Fast forward to that moment where my husband and I are planning our wedding. And as black Muslims, we wanted to incorporate not just elements of our faith into our wedding ceremony, but from our culture, as well. For me, jumping the broom and having this wonderful ceremony, bringing so many people together to celebrate our black Muslim life and our path together as a couple, it represented for me that undeniable way — that in spite of all of the challenges and difficulties in our personal lives, but also as a community, we are still very much seekers of love and joy and happiness. Perhaps that's a blessing from God to us. That we can still seek those things in spite of pain and loss and trauma.

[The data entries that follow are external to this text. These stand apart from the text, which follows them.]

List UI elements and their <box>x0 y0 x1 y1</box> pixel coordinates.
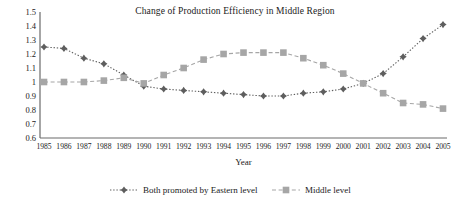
data-point-marker <box>41 79 48 86</box>
chart-plot-area: 1.51.41.31.21.110.90.80.70.6 19851986198… <box>0 0 458 206</box>
y-axis: 1.51.41.31.21.110.90.80.70.6 <box>25 7 40 143</box>
data-point-marker <box>140 80 147 87</box>
y-tick-label: 0.8 <box>25 105 36 115</box>
data-point-marker <box>320 88 327 95</box>
x-tick-label: 1996 <box>256 142 271 151</box>
y-tick-label: 0.6 <box>25 133 36 143</box>
data-point-marker <box>280 49 287 56</box>
data-point-marker <box>61 79 68 86</box>
y-tick-label: 1.2 <box>25 49 36 59</box>
data-point-marker <box>160 85 167 92</box>
y-tick-label: 1.3 <box>25 35 36 45</box>
data-point-marker <box>260 49 267 56</box>
x-axis: 1985198619871988198919901991199219931994… <box>36 138 450 151</box>
legend-marker <box>120 186 127 193</box>
data-point-marker <box>320 62 327 69</box>
x-tick-label: 2001 <box>356 142 371 151</box>
data-point-marker <box>40 43 47 50</box>
data-point-marker <box>380 90 387 97</box>
chart-legend: Both promoted by Eastern levelMiddle lev… <box>110 185 351 195</box>
y-tick-label: 1.1 <box>25 63 36 73</box>
data-point-marker <box>300 55 307 62</box>
data-point-marker <box>240 49 247 56</box>
data-point-marker <box>60 45 67 52</box>
y-tick-label: 1 <box>32 77 36 87</box>
data-point-marker <box>160 72 167 79</box>
data-point-marker <box>200 56 207 63</box>
x-tick-label: 1990 <box>136 142 151 151</box>
x-tick-label: 1997 <box>276 142 291 151</box>
data-point-marker <box>439 21 446 28</box>
x-tick-label: 2004 <box>415 142 430 151</box>
x-axis-title-label: Year <box>235 157 252 167</box>
data-point-marker <box>220 51 227 58</box>
x-tick-label: 1994 <box>216 142 231 151</box>
data-point-marker <box>400 100 407 107</box>
data-point-marker <box>420 101 427 108</box>
data-point-marker <box>220 90 227 97</box>
legend-item-label: Both promoted by Eastern level <box>143 185 258 195</box>
data-point-marker <box>340 70 347 77</box>
data-point-marker <box>440 105 447 112</box>
x-tick-label: 1999 <box>316 142 331 151</box>
data-point-marker <box>419 35 426 42</box>
x-tick-label: 1987 <box>76 142 91 151</box>
data-point-marker <box>101 77 108 84</box>
data-point-marker <box>180 65 187 72</box>
legend-item-label: Middle level <box>305 185 351 195</box>
legend-marker <box>283 187 290 194</box>
data-series-group <box>40 21 446 112</box>
data-point-marker <box>121 75 128 82</box>
data-point-marker <box>360 80 367 87</box>
data-point-marker <box>100 60 107 67</box>
x-tick-label: 1991 <box>156 142 171 151</box>
data-point-marker <box>260 92 267 99</box>
y-tick-label: 1.4 <box>25 21 36 31</box>
x-tick-label: 2002 <box>376 142 391 151</box>
data-point-marker <box>280 92 287 99</box>
data-point-marker <box>80 55 87 62</box>
y-tick-label: 1.5 <box>25 7 36 17</box>
x-tick-label: 2003 <box>396 142 411 151</box>
x-tick-label: 1988 <box>96 142 111 151</box>
x-tick-label: 2005 <box>435 142 450 151</box>
data-point-marker <box>240 91 247 98</box>
x-tick-label: 1986 <box>56 142 71 151</box>
data-point-marker <box>81 79 88 86</box>
x-tick-label: 2000 <box>336 142 351 151</box>
data-point-marker <box>180 87 187 94</box>
y-tick-label: 0.7 <box>25 119 36 129</box>
x-tick-label: 1985 <box>36 142 51 151</box>
y-tick-label: 0.9 <box>25 91 36 101</box>
x-tick-label: 1989 <box>116 142 131 151</box>
data-point-marker <box>340 85 347 92</box>
x-tick-label: 1993 <box>196 142 211 151</box>
x-tick-label: 1995 <box>236 142 251 151</box>
x-axis-title: Year <box>235 157 252 167</box>
data-point-marker <box>200 88 207 95</box>
chart-container: Change of Production Efficiency in Middl… <box>0 0 458 206</box>
x-tick-label: 1992 <box>176 142 191 151</box>
data-point-marker <box>300 90 307 97</box>
x-tick-label: 1998 <box>296 142 311 151</box>
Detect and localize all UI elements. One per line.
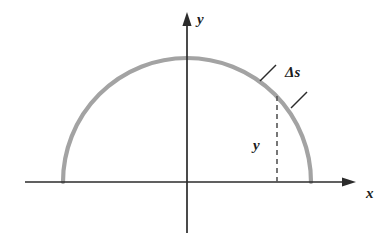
arc-element-lower-leader-icon [291,92,307,108]
y-axis-arrowhead [182,12,191,26]
x-axis-arrowhead [342,177,356,186]
ordinate-label: y [251,137,260,153]
arc-element-upper-leader-icon [260,65,276,81]
semicircle-arc-length-diagram: y x y Δs [0,0,388,238]
arc-element-label: Δs [284,64,300,80]
y-axis-label: y [195,11,204,27]
figure-canvas: y x y Δs [0,0,388,238]
x-axis-label: x [365,185,374,201]
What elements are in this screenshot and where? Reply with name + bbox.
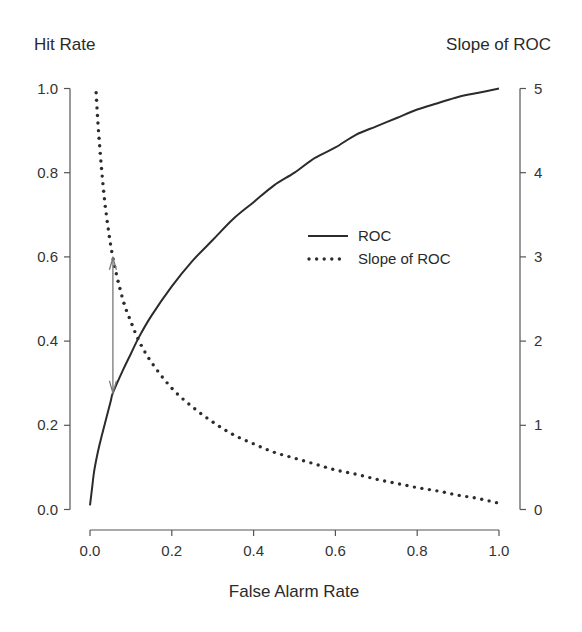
slope-dot bbox=[280, 453, 283, 456]
y-right-tick-label: 4 bbox=[534, 164, 542, 181]
slope-dot bbox=[108, 235, 111, 238]
slope-dot bbox=[273, 451, 276, 454]
slope-dot bbox=[331, 468, 334, 471]
slope-dot bbox=[99, 152, 102, 155]
slope-dot bbox=[100, 167, 103, 170]
slope-dot bbox=[176, 392, 179, 395]
y-left-tick-label: 1.0 bbox=[37, 80, 58, 97]
slope-dot bbox=[193, 407, 196, 410]
slope-dot bbox=[368, 476, 371, 479]
slope-dot bbox=[118, 287, 121, 290]
slope-dot bbox=[495, 501, 498, 504]
slope-dot bbox=[161, 375, 164, 378]
slope-dot bbox=[109, 242, 112, 245]
slope-dot bbox=[97, 129, 100, 132]
y-left-axis-title: Hit Rate bbox=[34, 35, 95, 54]
y-left-axis: 0.00.20.40.60.81.0 bbox=[37, 80, 70, 518]
slope-dot bbox=[218, 425, 221, 428]
x-tick-label: 0.4 bbox=[243, 542, 264, 559]
y-right-tick-label: 3 bbox=[534, 248, 542, 265]
y-right-axis-title: Slope of ROC bbox=[446, 35, 551, 54]
slope-dot bbox=[238, 436, 241, 439]
double-arrow-annotation bbox=[109, 258, 116, 393]
slope-dot bbox=[266, 448, 269, 451]
slope-dot bbox=[156, 369, 159, 372]
x-axis: 0.00.20.40.60.81.0 bbox=[80, 530, 510, 559]
slope-dot bbox=[100, 174, 103, 177]
legend-slope-dot bbox=[338, 257, 341, 260]
slope-dot bbox=[224, 429, 227, 432]
slope-dot bbox=[110, 250, 113, 253]
slope-dot bbox=[480, 498, 483, 501]
slope-dot bbox=[428, 488, 431, 491]
slope-dot bbox=[302, 459, 305, 462]
slope-dot bbox=[353, 472, 356, 475]
y-left-tick-label: 0.2 bbox=[37, 416, 58, 433]
slope-dot bbox=[125, 309, 128, 312]
y-right-tick-label: 5 bbox=[534, 80, 542, 97]
slope-dot bbox=[390, 481, 393, 484]
y-left-tick-label: 0.6 bbox=[37, 248, 58, 265]
y-left-tick-label: 0.0 bbox=[37, 501, 58, 518]
slope-dot bbox=[187, 402, 190, 405]
slope-dot bbox=[487, 499, 490, 502]
slope-dot bbox=[115, 272, 118, 275]
slope-dot bbox=[120, 294, 123, 297]
slope-dot bbox=[405, 484, 408, 487]
slope-dot bbox=[443, 491, 446, 494]
slope-dot bbox=[170, 387, 173, 390]
slope-dot bbox=[473, 496, 476, 499]
slope-dot bbox=[316, 463, 319, 466]
slope-dot bbox=[465, 495, 468, 498]
slope-dot bbox=[102, 190, 105, 193]
slope-dot bbox=[181, 397, 184, 400]
legend-slope-label: Slope of ROC bbox=[358, 250, 451, 267]
y-right-tick-label: 1 bbox=[534, 416, 542, 433]
legend-slope-dot bbox=[307, 257, 310, 260]
slope-dot bbox=[346, 471, 349, 474]
slope-dot bbox=[398, 482, 401, 485]
legend: ROC Slope of ROC bbox=[307, 227, 450, 267]
slope-dot bbox=[95, 106, 98, 109]
legend-roc-label: ROC bbox=[358, 227, 392, 244]
slope-dot bbox=[96, 114, 99, 117]
slope-dot bbox=[361, 474, 364, 477]
slope-dot bbox=[199, 412, 202, 415]
slope-dot bbox=[130, 323, 133, 326]
roc-chart: Hit Rate Slope of ROC False Alarm Rate 0… bbox=[0, 0, 582, 632]
legend-slope-swatch bbox=[307, 257, 341, 260]
slope-dot bbox=[128, 316, 131, 319]
slope-dot bbox=[99, 159, 102, 162]
slope-dot bbox=[338, 469, 341, 472]
slope-dot bbox=[143, 350, 146, 353]
y-right-tick-label: 2 bbox=[534, 332, 542, 349]
slope-of-roc-curve bbox=[94, 91, 498, 504]
slope-dot bbox=[151, 363, 154, 366]
slope-dot bbox=[107, 227, 110, 230]
slope-dot bbox=[106, 220, 109, 223]
slope-dot bbox=[96, 121, 99, 124]
slope-dot bbox=[420, 487, 423, 490]
slope-dot bbox=[413, 485, 416, 488]
slope-dot bbox=[252, 442, 255, 445]
slope-dot bbox=[245, 439, 248, 442]
slope-dot bbox=[205, 416, 208, 419]
y-right-axis: 012345 bbox=[520, 80, 542, 518]
y-left-tick-label: 0.8 bbox=[37, 164, 58, 181]
x-tick-label: 0.2 bbox=[161, 542, 182, 559]
y-left-tick-label: 0.4 bbox=[37, 332, 58, 349]
slope-dot bbox=[97, 137, 100, 140]
slope-dot bbox=[287, 455, 290, 458]
legend-slope-dot bbox=[323, 257, 326, 260]
slope-dot bbox=[122, 302, 125, 305]
slope-dot bbox=[231, 433, 234, 436]
x-tick-label: 0.8 bbox=[407, 542, 428, 559]
slope-dot bbox=[375, 478, 378, 481]
slope-dot bbox=[165, 381, 168, 384]
y-right-tick-label: 0 bbox=[534, 501, 542, 518]
slope-dot bbox=[133, 330, 136, 333]
x-axis-title: False Alarm Rate bbox=[229, 582, 359, 601]
slope-dot bbox=[136, 337, 139, 340]
slope-dot bbox=[458, 494, 461, 497]
slope-dot bbox=[98, 144, 101, 147]
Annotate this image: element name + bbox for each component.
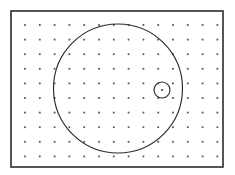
grid-dot [39,126,41,128]
grid-dot [187,83,189,85]
figure-canvas [0,0,235,175]
grid-dot [143,39,145,41]
grid-dot [69,53,71,55]
grid-dot [202,156,204,158]
grid-dot [69,24,71,26]
grid-dot [83,39,85,41]
grid-dot [54,156,56,158]
grid-dot [202,53,204,55]
grid-dot [69,83,71,85]
grid-dot [54,112,56,114]
grid-dot [98,39,100,41]
grid-dot [202,141,204,143]
grid-dot [128,53,130,55]
grid-dot [113,83,115,85]
grid-dot [98,141,100,143]
grid-dot [39,141,41,143]
grid-dot [113,68,115,70]
grid-dot [202,126,204,128]
grid-dot [54,24,56,26]
grid-dot [113,141,115,143]
grid-dot [69,126,71,128]
grid-dot [98,112,100,114]
grid-dot [69,156,71,158]
grid-dot [113,97,115,99]
grid-dot [157,24,159,26]
grid-dot [143,68,145,70]
grid-dot [98,83,100,85]
grid-dot [98,53,100,55]
grid-dot [69,39,71,41]
grid-dot [172,112,174,114]
grid-dot [98,126,100,128]
grid-dot [83,156,85,158]
grid-dot [83,83,85,85]
grid-dot [187,39,189,41]
grid-dot [187,126,189,128]
grid-dot [113,112,115,114]
grid-dot [113,39,115,41]
grid-dot [39,83,41,85]
geometric-figure [0,0,235,175]
grid-dot [217,97,219,99]
grid-dot [24,53,26,55]
grid-dot [217,83,219,85]
grid-dot [83,97,85,99]
grid-dot [69,68,71,70]
grid-dot [187,156,189,158]
grid-dot [172,83,174,85]
grid-dot [83,112,85,114]
grid-dot [157,68,159,70]
grid-dot [217,141,219,143]
grid-dot [39,156,41,158]
grid-dot [24,126,26,128]
grid-dot [202,83,204,85]
grid-dot [24,39,26,41]
grid-dot [54,68,56,70]
grid-dot [128,68,130,70]
grid-dot [39,53,41,55]
grid-dot [202,112,204,114]
grid-dot [39,68,41,70]
grid-dot [143,112,145,114]
grid-dot [217,68,219,70]
grid-dot [187,112,189,114]
grid-dot [24,112,26,114]
grid-dot [217,112,219,114]
grid-dot [143,53,145,55]
grid-dot [143,24,145,26]
grid-dot [187,97,189,99]
grid-dot [39,39,41,41]
grid-dot [143,141,145,143]
grid-dot [172,97,174,99]
grid-dot [202,39,204,41]
grid-dot [202,24,204,26]
grid-dot [172,141,174,143]
grid-dot [128,112,130,114]
grid-dot [83,68,85,70]
grid-dot [217,39,219,41]
grid-dot [128,141,130,143]
grid-dot [113,156,115,158]
grid-dot [128,83,130,85]
grid-dot [157,112,159,114]
grid-dot [113,53,115,55]
grid-dot [172,126,174,128]
grid-dot [143,156,145,158]
outer-frame [11,11,223,167]
grid-dot [83,53,85,55]
grid-dot [54,126,56,128]
grid-dot [143,83,145,85]
grid-dot [128,39,130,41]
small-circle-center-dot [161,89,163,91]
grid-dot [202,68,204,70]
grid-dot [39,97,41,99]
grid-dot [143,97,145,99]
grid-dot [217,156,219,158]
grid-dot [217,126,219,128]
grid-dot [187,141,189,143]
grid-dot [24,83,26,85]
grid-dot [187,53,189,55]
grid-dot [113,126,115,128]
grid-dot [98,68,100,70]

It was electric, the energy that I felt. When we held hands and then when we jumped over, it really felt like we did it. And not just us as individuals, but thinking about all of our ancestors. And when I introduce people to me and they're trying to also understand the intersection of being black and Muslim, I explain to them that I am a proud descendant of enslaved Africans. And so for me, it's like once we were over the other side and had jumped the broom, I just felt like, I'm hoping that our ancestors are also pleased that we found each other. And that we are able to create a kind of family and community and a kind of love that we can demonstrate publicly and unapologetically.

We had to invite in the recognition and the honoring of all of those who may not have had the opportunity to love in this way. It's keeping the memory of our ancestors close, because we are living in a way that was denied to them.

We hear a lot about black trauma and pain and suffering, but I feel like we cannot have that conversation if we also don't talk about love and joy and resilience. It's an incomplete, insufficient conversation if all we talk about is the pain that we've experienced. We're always surrounded by the narrative of inferiority and of deficiency and of suffering. But we also have to make space for the celebration of what is beautiful. And so I think black joy is essential to the story of how we thrive and move forward.